The show’s featherweight plot revolves around Harrison Floy (Michael Urie), an amoral con artist who returns to his hometown of New Brunswick in 1913 with his slightly dimwitted partner Mr. Pontdue (a delightful if underused Kevin Chamberlain) to fleece the residents out of their savings. His main target is the Longstreet Family, especially once he learns that they have a sizable piece of land he can sell, and he puts on all his considerable charms to convince both the town and the family of his sincerity.

 

Kevin Chamberlin, Michael Urie

 

One of the biggest curiosities of the show is that Floy doesn’t do much of the singing. The role was created by the great Phil Silvers, who wasn’t exactly known for his mellifluous voice, and has now been handed to Urie, who once again proves to be a brilliant and inventive comic (often making the most of librettist Stephen Longstreet’s hoariest bits) and a passable singer. Without Urie as the center, almost nothing here would hold at all.

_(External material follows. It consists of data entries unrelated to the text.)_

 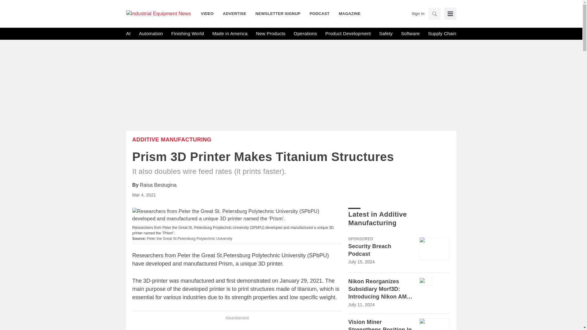 I want to click on Made in America, so click(x=229, y=34).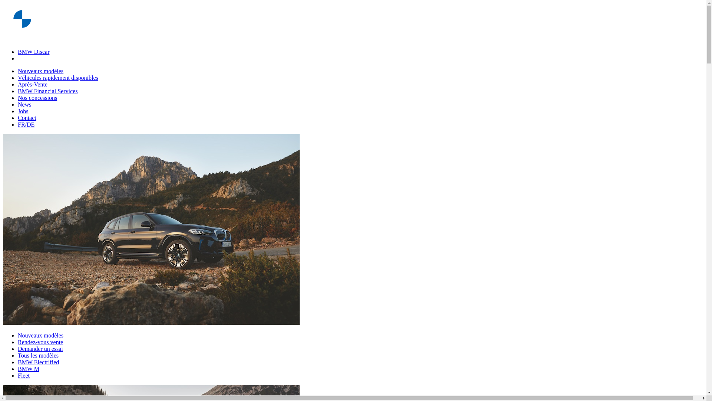 The width and height of the screenshot is (712, 401). I want to click on News, so click(24, 105).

The big exception, of course, is the so-called “Bathing Beauty Ballet,” an early masterpiece by the show’s original choreographer Jerome Robbins (and restaged here by Sarah O’Gleby, who does fine work throughout) that combines slamming door farce, Mack Sennett’s Keystone Kops, and lots of hilarious physical business. The cast (including Urie) executes the second-act number beautifully, earning a well-deserved ovation.

 

Betsy Wolfe, Chester Gregory

 

As for the score, composer Jule Styne and lyricist Sammy Cahn expended all their efforts on numbers for the show’s secondary characters. The most successful of them, the infectious polka-flavored “Papa, Won’t You Dance with Me,” and “I Still Get Jealous” belong to the young Longstreet parents, Sara and Henry, who are played with extreme charm and grace by Betsy Wolfe and Chester Gregory. It’s certainly possible you may leave City Center humming those tunes.

Elsewhere, however, the team’s work is less-than stellar; there are a couple of extremely forgettable love duets for Sara’s younger sister Fran (a lovely Carla Duren) and hunky football star Oggie (the physically and vocally attractive Marc Koeck), an amusing comic tango well executed by Matt Loehr and Mylinda Hull, and a handful of pointless group numbers that seem like little more than mere padding, all made to sound a bit better than they are by Rob Berman and the Encores! orchestra.

In the long run, “High Button Shoes” won’t go down as a high mark in the history of musical theater — or even Encores! presentations – but I was happy to have a chance to see it.